Development/CodingStyle

Darcs code can be a little hostile. —Florent

How can we fix that?

New habits

  • haddock

    • type signatures for top level functions! this used to be enforced by -Werror and now it's to be enforced by nagging from the Review Team
    • API-style comments (not just relying on the interspersed user-manual for implicit documentation)
  • When using explicit lists in code, for example for options, use one entry per line as it makes it easy to write small and clean patches if a list entry gets changed later
  • Write tests! Tests are the easiest way to convince others that your code does what you intend it to do.
  • Send in QuickCheck properties for things you write.
  • Use tools like hlint to improve the style of your patches

Reforms to old habits

Changes to old code we would welcome:

  • avoid cryptically short function names (gcau, wspr)
  • favour camelCase for top level functions (if you want to use underscores, you'd better have a reason, not just taste)
  • If you study existing code to understand it, add haddocks summarizing what you learned. This will help others save time in the future.

Minor stylistic details

  • no trailing whitespace
  • avoid needless parens? (for example when using ++)
  • use fmap to simplify returning a result in a monad (e.g lines `fmap` readFile foo)
  • avoid long lines if possible. A rule of thumb is 65 lines (+10, under special circumstances) just as the fmt(1) command suggests
  • if your patch fixes issueXYZ, then start the patch name with "resolve isssueXYZ: my comments"

Grievances

New developers (and old developpers alike), state here your griefs against the code, and your proposed solution to them, for the community to turn them into new good habits. Help the darcs readability revolution!

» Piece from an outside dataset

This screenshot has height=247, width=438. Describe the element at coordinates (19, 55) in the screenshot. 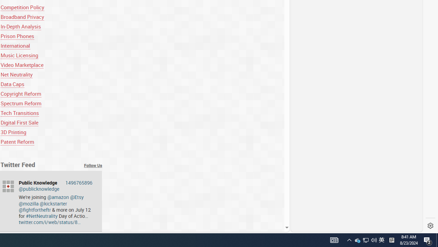

I see `Music Licensing` at that location.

Please be positive in your comments: no finger-pointing, and as much references to concrete code as possible. Have a nice Catharsis!

  • Functions which output a message to the user (such as "do you want to record this patch?") should have the message in a comment near them, so that they can be found by grepping. Ideally (?) these functions should be in the Darcs.Command.* modules, and Darcs.Internal.* should only have non-interactive functions.
  • When a module A reexports a function f from another module B, in a module C which needs f, import it from B rather than A, so as to avoid too many indirections when looking for f.

    • Would the exception here be unless we are trying to get some kind of encapsulation going, as with Darcs.Patch and Darcs.Repository?
    • Of course, on the other hand, using that exception might also be a hint that there might be some over-encapsultation (aka YAGNI) going on. Its probably something that's not worth actually chasing in existing code, but it's a good question to ask oneself before writing new code. Especially module A (the reexporter) in my example above.
  • unsafeCoerceP should not be used except in the core. smart_diff is a similarly dangerous function and should be carefully used.

Wolfgang's Feedback

Experiences from grapefruit GraphicalInterface hackers

  • currently the terminal-based user interface code of darcs and the actual application logic are too much intermixed.
  • code documentation was lacking and code was sometimes a bit hard to understand.
  • The code often isn’t split in many small bits but that it often consists of huge function definitions.

Iago's Feedback

These mostly come from a discussion that happened on irc: http://irclog.perlgeek.de/darcs/2010-12-09

  • Order of definitions in a file makes a big difference. If definition A depends on B, then we should try to define B near A, not 500 lines away.
  • Write less code and be more clear when you write it.
  • Documentation matters.
  • Type witnesses are hard to read for newcomers.
  • cleverCommute could be documented so I can read "it makes use of this clever trick"
  • First time you read commuteFiledir you ask, what are the cases does it not handle?
  • tests that call things identity when they really aren't

More feedback: http://irclog.perlgeek.de/darcs/2010-12-15#i_3089249

  • patch-pair generator for commutation tests only produces 4-7% useful cases
  • calling things identity things that are not identity
  • someone decided that arbitraryTree should produce empty trees 40% of times, but not justified (performance?)